While I'm writing code, I have to constantly remind of scope. The scope of my variables, the scope of my functions, and the scope of my ideas.

The scope of my variables and functions can be easy to fix. If my program isn't working as I expect, I follow steps to debug that issue. The scope of my ideas can be a much bigger problem to tackle.

When creating a project, an assignment or for fun, I dream big. Nothing wrong with that. Building a program with lots of functionality and cool features is a noble goal for any programmer.

My process starts with the baseline idea: What do I want to build? What purpose will it serve? In my case, I decided on a basketball league stat tracking app.

My next step is to establish how I want my program to perform: How will it display information? What type of information will be displayed? How will my website look? What will my backend look like? How do my models interact? Can my program take user input? How will I gather that input? Are there any validations for that input?

This step is usually where scoping, and my dream big mentality, become a problem. The programmatic way to deal with this is to abstract that step into much smaller steps, such as wire framing, establishing models and associations and finally moving onto user-facing side of the app.

As a total newbie, that is not what happened the first time I sat down and plotted out my app.
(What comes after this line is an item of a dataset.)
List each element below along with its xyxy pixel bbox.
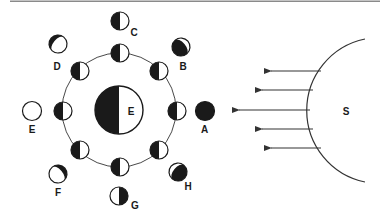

Eventually I got an idea of what I wanted to do and how I was going to do it.

I started with the database, and some seed data. I set up games and seasons, but I skipped over an important piece: player data and team data. A game can't have statistics if I player doesn't exist to score some points.

Once I got my faulty seeds set up I moved right into adding functionality, like displaying the information about the game. My program was not working as I expected it to, and I began to second guess my whole idea. The functionality I was adding relied on foundational work I hadn't laid out yet. I recognized that if I was going to add really cool features to my program having a working program as the foundation was the key.

I spent too much trying to figure out what was going on before realizing that I should focus on the smaller pieces of a program that serve as building blocks, before tackling the "cool and exciting" part of a program.

If I could go back in time, I would tell myself to create an ordered list of things I needed to do. The list of cool features would be at the end, and the necessary but not as exciting bits would be at the beginning.